House of Fermentology, also at Earthkeep and one of Vermont Malthouse’s customers, is another side project for Haire. Here he is barrel-aging beers, many containing regional grains and hops and local fruits, as well as honey and botanicals from the farm, fermented by native yeasts from the Vermont countryside.


Saffron

(Video: Zoeann Murphy/The Washington Post)

Higher temperatures are shifting the suitable habitat for sugar maples farther north into Canada. Low temperatures that aren’t as low, higher high temperatures and not enough cold nights have led to shorter seasons, low sap flow rates and reduced sugar content in the syrup. (Low sugar content means it takes more sap to boil into syrup.) These changes also threaten to make Vermont’s soil less hospitable to sugar maples and to allow pests more of the year to flourish.

The state’s agricultural researchers are looking for ways farmers can “hedge their bets,” diversifying crops with high-value items that can also expand the growing season. One of Vermont’s promising newcomers is saffron.

The United States imports about $16 million of the prized little red crocus pistils each year that flavor and color foods from bouillabaisse to risotto. The world’s most expensive spice is traditionally grown in Iran and Spain, but now roughly 200 farmers are growing it in Vermont.
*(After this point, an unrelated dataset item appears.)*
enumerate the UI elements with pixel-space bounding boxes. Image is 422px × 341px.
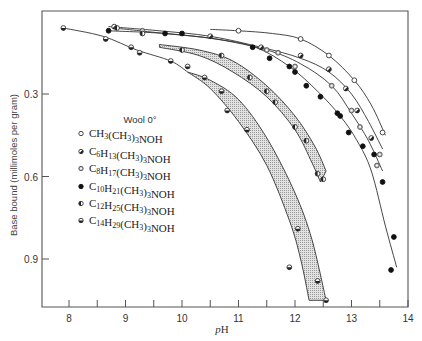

As the climate in Vermont becomes more akin to that in northeastern Iran, Arash Ghalehgolabbehbahani, an agroecologist specializing in sustainable agriculture and crop diversification, and University of Vermont research professor Margaret Skinner started the North American Center for Saffron Research & Development in South Burlington, pioneering the farming of this lucrative crop as a way for small Vermont farmers to expand their options.

Often these low flowering plants are grown around the perimeter of a solar array, tucked under a field of energy-generating panels. It’s a new area of agricultural research called agrovoltaics that uses the same land to harvest solar energy and food, sometimes with the tilting solar panels functioning as shade or rain umbrellas for the plants in a world with increasingly harsh sun, drought and extreme rain events.

The bulblike corms are planted in late summer, and the purple flowers bloom in October and November after most other crops in the state have been harvested. Farmers must work swiftly to hand-harvest the blooms and pluck out the bright red filaments within. These are then dried and stored, about 75,000 flowers yielding a pound of the coveted spice. And because the corms produce more corms underground, farmers can leave them in the ground for three to five years before replanting — minimal tilling and disturbance in the field serves to build healthier soil and to help sequester atmospheric carbon.

“With climate change, the challenge to growers is the extremes and the unpredictability, which is why diversification is important. Saffron fits nicely into that model,” Skinner said Monday. “This week, the saffron flowering is almost done in the Burlington area, and we only had our first hard frost a week ago. I’m not looking at the data, I’m looking at what’s happening around me: If we keep on having falls like we had this year, I’m not sure I’d want to be investing in the state’s ski industry.”